Recently I had an opportunity to look at some logs that showed the cipher suites and protocol versions being negotiated for a large cross-section of websites.
I have always wanted to look at data like this and as such have instrumented my own sites to look at it but let’s face it some uber geek blog or security product company website just isn’t going to have representative traffic for the internet at large.
One of the easiest and most useful things to gleam from this data is that the impact of disabling SSL 3.0 is actually quite small.
So of the sampling 2.48% of all SSL/TLS sessions were done with SSL 3.0, if we look at (and believe) the User Agents that negotiated these sessions we see 74.98% of these were Windows clients, the next biggest chunk was Gecko at 16.39%.
Browser | % |
Internet Explorer |
74.98% |
Gecko |
16.39% |
Apple |
4.12% |
Playstation |
2.85% |
Chrome |
1.36% |
Other |
0.30% |
100.00% |
Of these Windows clients 45.45% of them were Windows 2000 or XP but only 6.67% of them were running versions of Internet Explorer that did not support TLS 1.0; this basically boils down the the IE versions before version 7 as this was the first to enable TLS by default. So why did we see the remaining 68.31% of the 2.48% negotiating SSL when they support TLS?
There are a few possible explanations:
- Some TLS implementations will fall back to SSL in the event of a failure, one common example of a failure would be an intermittent TCP connection problem. Basically if this is the case the client had a problem reaching the server and thought it might be related to TLS and so it tried again. In this case its likely that if it had tried with TLS it probably would have succeeded also. It also seems that its likley in this case the user did not get a working experience — the assumption here is that the TCP problems they are experiencing were not a one time thing.
- Some old TLS implementations had problems with TLS extensions as such some TLS implementations added logic to fall back to SSL when they encountered a this extension intolerance, again falling back to TLS (without extensions) would have likely also worked.
- Some enterprises may have used group policy to disable the use of TLS due to the TLS extension intolerance problems (see #2).
- Some clients are lying; they may be crawlers, bots and other such automated agents looking to profile these websites.
So what can we do with this data?
Well for one we can understand what interoperability implications we may encounter by disabling SSL 3.0 on our servers – on the surface the answer is up to 2.48% of clients will not be able to get to our servers.
The real answer is that it’s likely that figure is much smaller, probably half that if not even less than.
OK, so we understand the interoperability impact but why should I care? Well there are a few reasons:
- NIST 140-2 compliance requires disabling SSL 3 ciphers and by disabling SSL 3 you do just that.
- The browsers that only support this decade old protocol are nearly as old and a have a litany of issues of their own.
- TLS has a number of security, performance and deploy-ability enhancing features such such as stronger cipher suites, Session Tickets and SNI that you will benefit from.
Another thing you should ask yourself is did you design your site for these old browsers? If not by leaving SSL 3 enabled you really are not getting much if any benefit since those users who require it would likely not be able to use your site effectively anyways.
When we consider this data I believe the natural conclusion is that disabling SSL 3.0 it is the right thing to do.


**What the task asks**
Please state how many lines in the records below contain the word "pixels", giving only the number.

**Record extracts**
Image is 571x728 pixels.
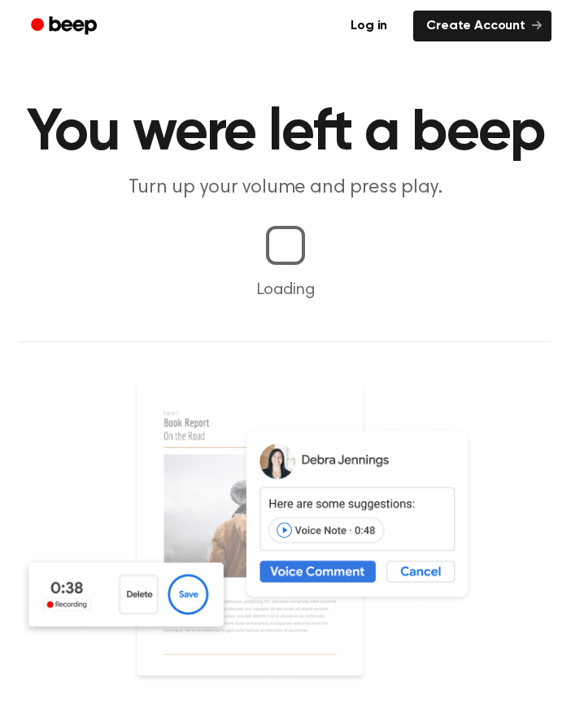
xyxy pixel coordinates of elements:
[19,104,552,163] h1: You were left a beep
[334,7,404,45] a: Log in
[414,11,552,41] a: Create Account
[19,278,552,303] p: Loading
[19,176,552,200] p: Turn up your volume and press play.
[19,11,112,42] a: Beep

==

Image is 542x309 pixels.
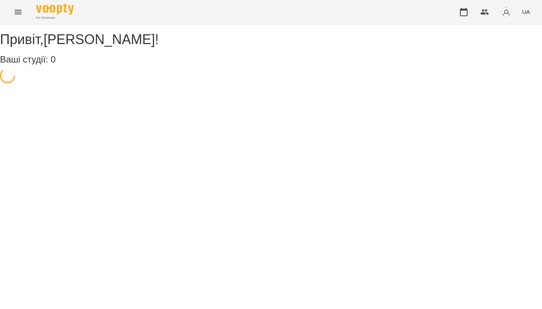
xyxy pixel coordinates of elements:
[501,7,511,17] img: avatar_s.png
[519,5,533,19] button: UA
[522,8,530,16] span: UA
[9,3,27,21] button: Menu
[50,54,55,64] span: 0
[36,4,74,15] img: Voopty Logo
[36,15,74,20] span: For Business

...

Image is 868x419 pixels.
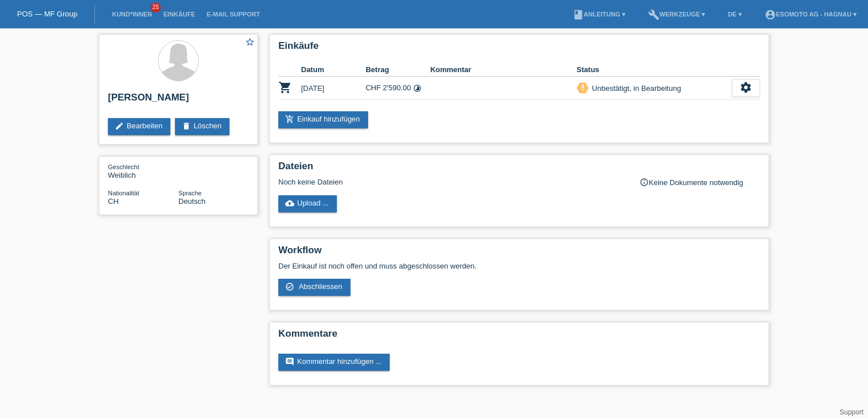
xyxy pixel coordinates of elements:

**Result**
3